Vietnam: A new Asian Tiger?

Ten years ago, Vietnam was hailed as the next great Asian tiger. The Communist Party had opened its doors to the outside world and it looked like the biggest investment opportunity since China.

Global names like Unilever, Shell and Mitsubishi piled in, swanky hotels went up and economic growth hit 10% - quite something for a country then ranked among the poorest in the Third World.

Vietnam's lures include oil deposits and mineral and agricultural resources, but its biggest attraction is its huge labour force. The population of 76 million, the second largest in south-east Asia, is well educated - the literacy rate is 88% - hard working and very cheap, even by Asian standards.

Firms from South Korea, Taiwan, Hong Kong and Japan were quick to set up garment and toy factories and build 'investment zones'.


  Continental opens sales offices in Vietnam

Continental Airlines, the world's seventh largest carrier, opened its first sales office in Vietnam ahead of an expected formal code-share agreement with Vietnam Airlines.

Continental announced Wednesday that Traveland Joint Stock Company formally begun to act as its sales agent. The American carrier said it wanted to tap the growing numbers of ethnic Vietnamese traveling to and from the United States.

"The U.S. is a huge market with more than one million former Vietnamese residing in the United States and overseas Vietnamese have begun traveling back to their homeland," it said in a statement. In 2002, 280,000 passengers traveled between the United States and Vietnam, 75% of whom were Vietnamese-Americans, according to Vietnam Airlines.

The start of Continental's sales operations here follows January's signing of a landmark U.S.-Vietnam aviation agreement that allows direct flights between the two countries for the first time since the Vietnam War ended in 1975.

Although the five-year pact only permits two U.S. passenger airlines to fly to Vietnam for the first two years, there are no limits on the number of American carriers operating code-share arrangements with non-U.S. airlines.

Continental has more than 2,200 daily departures to 127 domestic and 96 international destinations, with major hubs in Houston, Cleveland and Guam. Its U.S. rivals United Airlines and American Airlines already have a presence in Vietnam.

American Airlines, the world's largest carrier, opened its offices last month and it is the only U.S. carrier to have so far lodged an application with the U.S. government to begin code share flights with Vietnam Airlines.

Continental and United were also expected to apply. However, the U.S. carriers cannot put their flag on Vietnam Airlines aircraft until the FAA has conducted a safety inspection of Vietnam's aviation operations. This could start within a few months

For the moment, American carriers can offer services through a third airline that runs flights on behalf of Vietnam Airlines in its own code share deal.

The formal commencement of air links will be another significant step in the full normalization of relations between Washington and Hanoi, who only established diplomatic ties in 1995, two decades after the war ended.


Work instruction: Please output each entry exactly as it appears.

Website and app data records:
▬▬▬▬▬▬
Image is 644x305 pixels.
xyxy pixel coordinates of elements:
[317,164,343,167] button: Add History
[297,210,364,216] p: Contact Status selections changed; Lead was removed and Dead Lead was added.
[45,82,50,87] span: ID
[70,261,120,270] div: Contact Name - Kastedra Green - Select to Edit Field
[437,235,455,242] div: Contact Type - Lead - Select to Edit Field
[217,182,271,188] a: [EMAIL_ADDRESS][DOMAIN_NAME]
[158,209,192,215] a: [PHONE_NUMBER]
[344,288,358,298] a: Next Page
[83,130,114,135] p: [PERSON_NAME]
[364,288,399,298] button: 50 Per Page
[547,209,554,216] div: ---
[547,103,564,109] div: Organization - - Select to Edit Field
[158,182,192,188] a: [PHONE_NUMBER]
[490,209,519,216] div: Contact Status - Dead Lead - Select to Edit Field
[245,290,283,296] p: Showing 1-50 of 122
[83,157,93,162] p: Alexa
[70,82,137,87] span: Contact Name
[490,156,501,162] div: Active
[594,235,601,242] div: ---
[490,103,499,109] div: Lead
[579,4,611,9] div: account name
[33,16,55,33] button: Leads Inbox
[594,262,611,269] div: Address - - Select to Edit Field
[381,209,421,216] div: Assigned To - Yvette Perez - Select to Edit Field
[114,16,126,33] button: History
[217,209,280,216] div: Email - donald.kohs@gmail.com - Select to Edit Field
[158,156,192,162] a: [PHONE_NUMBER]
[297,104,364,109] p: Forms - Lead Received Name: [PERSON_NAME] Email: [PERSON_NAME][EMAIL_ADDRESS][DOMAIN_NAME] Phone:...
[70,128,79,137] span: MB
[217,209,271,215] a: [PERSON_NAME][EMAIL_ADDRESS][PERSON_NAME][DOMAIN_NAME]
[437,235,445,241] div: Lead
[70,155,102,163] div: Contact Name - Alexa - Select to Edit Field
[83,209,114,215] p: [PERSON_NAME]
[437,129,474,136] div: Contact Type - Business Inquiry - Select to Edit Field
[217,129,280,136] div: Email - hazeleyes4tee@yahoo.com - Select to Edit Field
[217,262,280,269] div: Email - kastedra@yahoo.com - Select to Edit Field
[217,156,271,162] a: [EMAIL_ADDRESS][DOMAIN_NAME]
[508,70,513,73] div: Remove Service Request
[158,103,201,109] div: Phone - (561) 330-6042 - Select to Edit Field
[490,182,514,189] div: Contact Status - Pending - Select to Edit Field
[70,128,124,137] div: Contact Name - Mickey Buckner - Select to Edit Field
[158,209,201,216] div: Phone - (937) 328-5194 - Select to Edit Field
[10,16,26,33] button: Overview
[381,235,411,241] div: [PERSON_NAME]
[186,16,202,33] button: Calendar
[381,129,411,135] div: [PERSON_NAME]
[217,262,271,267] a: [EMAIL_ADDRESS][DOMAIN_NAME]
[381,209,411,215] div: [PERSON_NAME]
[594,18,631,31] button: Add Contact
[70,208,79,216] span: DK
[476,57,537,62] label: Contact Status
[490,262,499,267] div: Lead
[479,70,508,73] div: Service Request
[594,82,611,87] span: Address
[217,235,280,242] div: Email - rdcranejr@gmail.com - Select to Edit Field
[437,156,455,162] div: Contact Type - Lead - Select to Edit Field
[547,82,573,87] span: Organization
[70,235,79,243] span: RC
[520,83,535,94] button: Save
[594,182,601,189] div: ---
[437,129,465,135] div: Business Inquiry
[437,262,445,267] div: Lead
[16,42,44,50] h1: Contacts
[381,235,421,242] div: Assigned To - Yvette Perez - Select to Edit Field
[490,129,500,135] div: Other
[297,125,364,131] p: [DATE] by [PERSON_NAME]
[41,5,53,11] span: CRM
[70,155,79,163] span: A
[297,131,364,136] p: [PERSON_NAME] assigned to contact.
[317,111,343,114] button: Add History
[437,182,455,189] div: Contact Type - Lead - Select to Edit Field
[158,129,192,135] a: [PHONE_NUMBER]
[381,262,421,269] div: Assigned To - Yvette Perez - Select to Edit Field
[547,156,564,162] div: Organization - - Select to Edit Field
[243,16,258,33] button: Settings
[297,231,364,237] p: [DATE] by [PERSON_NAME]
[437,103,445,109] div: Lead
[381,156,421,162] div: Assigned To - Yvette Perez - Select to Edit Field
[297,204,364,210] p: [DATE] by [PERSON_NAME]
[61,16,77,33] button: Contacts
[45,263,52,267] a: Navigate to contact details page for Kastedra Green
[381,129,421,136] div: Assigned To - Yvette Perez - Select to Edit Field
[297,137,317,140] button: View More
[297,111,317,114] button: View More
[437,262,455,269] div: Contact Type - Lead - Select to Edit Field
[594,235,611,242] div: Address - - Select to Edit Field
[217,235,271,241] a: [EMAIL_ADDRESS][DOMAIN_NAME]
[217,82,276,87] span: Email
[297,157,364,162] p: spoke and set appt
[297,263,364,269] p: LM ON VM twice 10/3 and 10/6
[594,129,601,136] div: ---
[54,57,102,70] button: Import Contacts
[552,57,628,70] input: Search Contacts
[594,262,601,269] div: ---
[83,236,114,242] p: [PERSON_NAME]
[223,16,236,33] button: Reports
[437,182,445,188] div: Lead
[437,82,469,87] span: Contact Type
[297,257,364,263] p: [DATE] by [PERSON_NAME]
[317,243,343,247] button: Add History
▬▬▬▬▬▬
Solution to this task:
Image is 644x305 pixels.
xyxy pixel coordinates of elements:
[317,164,343,167] button: Add History
[297,210,364,216] p: Contact Status selections changed; Lead was removed and Dead Lead was added.
[45,82,50,87] span: ID
[70,261,120,270] div: Contact Name - Kastedra Green - Select to Edit Field
[437,235,455,242] div: Contact Type - Lead - Select to Edit Field
[217,182,271,188] a: [EMAIL_ADDRESS][DOMAIN_NAME]
[158,209,192,215] a: [PHONE_NUMBER]
[344,288,358,298] a: Next Page
[83,130,114,135] p: [PERSON_NAME]
[364,288,399,298] button: 50 Per Page
[547,209,554,216] div: ---
[547,103,564,109] div: Organization - - Select to Edit Field
[158,182,192,188] a: [PHONE_NUMBER]
[490,209,519,216] div: Contact Status - Dead Lead - Select to Edit Field
[245,290,283,296] p: Showing 1-50 of 122
[83,157,93,162] p: Alexa
[70,82,137,87] span: Contact Name
[490,156,501,162] div: Active
[594,235,601,242] div: ---
[490,103,499,109] div: Lead
[579,4,611,9] div: account name
[33,16,55,33] button: Leads Inbox
[594,262,611,269] div: Address - - Select to Edit Field
[381,209,421,216] div: Assigned To - Yvette Perez - Select to Edit Field
[114,16,126,33] button: History
[217,209,280,216] div: Email - donald.kohs@gmail.com - Select to Edit Field
[158,156,192,162] a: [PHONE_NUMBER]
[297,104,364,109] p: Forms - Lead Received Name: [PERSON_NAME] Email: [PERSON_NAME][EMAIL_ADDRESS][DOMAIN_NAME] Phone:...
[70,128,79,137] span: MB
[217,209,271,215] a: [PERSON_NAME][EMAIL_ADDRESS][PERSON_NAME][DOMAIN_NAME]
[437,235,445,241] div: Lead
[70,155,102,163] div: Contact Name - Alexa - Select to Edit Field
[83,209,114,215] p: [PERSON_NAME]
[437,129,474,136] div: Contact Type - Business Inquiry - Select to Edit Field
[217,129,280,136] div: Email - hazeleyes4tee@yahoo.com - Select to Edit Field
[217,262,280,269] div: Email - kastedra@yahoo.com - Select to Edit Field
[217,156,271,162] a: [EMAIL_ADDRESS][DOMAIN_NAME]
[508,70,513,73] div: Remove Service Request
[158,103,201,109] div: Phone - (561) 330-6042 - Select to Edit Field
[490,182,514,189] div: Contact Status - Pending - Select to Edit Field
[70,128,124,137] div: Contact Name - Mickey Buckner - Select to Edit Field
[158,209,201,216] div: Phone - (937) 328-5194 - Select to Edit Field
[10,16,26,33] button: Overview
[381,235,411,241] div: [PERSON_NAME]
[186,16,202,33] button: Calendar
[381,129,411,135] div: [PERSON_NAME]
[217,262,271,267] a: [EMAIL_ADDRESS][DOMAIN_NAME]
[381,209,411,215] div: [PERSON_NAME]
[594,18,631,31] button: Add Contact
[70,208,79,216] span: DK
[476,57,537,62] label: Contact Status
[490,262,499,267] div: Lead
[479,70,508,73] div: Service Request
[594,82,611,87] span: Address
[217,235,280,242] div: Email - rdcranejr@gmail.com - Select to Edit Field
[437,156,455,162] div: Contact Type - Lead - Select to Edit Field
[547,82,573,87] span: Organization
[70,235,79,243] span: RC
[520,83,535,94] button: Save
[594,182,601,189] div: ---
[437,129,465,135] div: Business Inquiry
[437,262,445,267] div: Lead
[16,42,44,50] h1: Contacts
[381,235,421,242] div: Assigned To - Yvette Perez - Select to Edit Field
[490,129,500,135] div: Other
[297,125,364,131] p: [DATE] by [PERSON_NAME]
[41,5,53,11] span: CRM
[70,155,79,163] span: A
[297,131,364,136] p: [PERSON_NAME] assigned to contact.
[317,111,343,114] button: Add History
[437,182,455,189] div: Contact Type - Lead - Select to Edit Field
[158,129,192,135] a: [PHONE_NUMBER]
[381,262,421,269] div: Assigned To - Yvette Perez - Select to Edit Field
[547,156,564,162] div: Organization - - Select to Edit Field
[243,16,258,33] button: Settings
[297,231,364,237] p: [DATE] by [PERSON_NAME]
[437,103,445,109] div: Lead
[381,156,421,162] div: Assigned To - Yvette Perez - Select to Edit Field
[297,204,364,210] p: [DATE] by [PERSON_NAME]
[61,16,77,33] button: Contacts
[45,263,52,267] a: Navigate to contact details page for Kastedra Green
[381,129,421,136] div: Assigned To - Yvette Perez - Select to Edit Field
[297,137,317,140] button: View More
[297,111,317,114] button: View More
[437,262,455,269] div: Contact Type - Lead - Select to Edit Field
[594,235,611,242] div: Address - - Select to Edit Field
[217,235,271,241] a: [EMAIL_ADDRESS][DOMAIN_NAME]
[217,82,276,87] span: Email
[297,157,364,162] p: spoke and set appt
[297,263,364,269] p: LM ON VM twice 10/3 and 10/6
[594,129,601,136] div: ---
[54,57,102,70] button: Import Contacts
[552,57,628,70] input: Search Contacts
[594,262,601,269] div: ---
[83,236,114,242] p: [PERSON_NAME]
[223,16,236,33] button: Reports
[437,182,445,188] div: Lead
[437,82,469,87] span: Contact Type
[297,257,364,263] p: [DATE] by [PERSON_NAME]
[317,243,343,247] button: Add History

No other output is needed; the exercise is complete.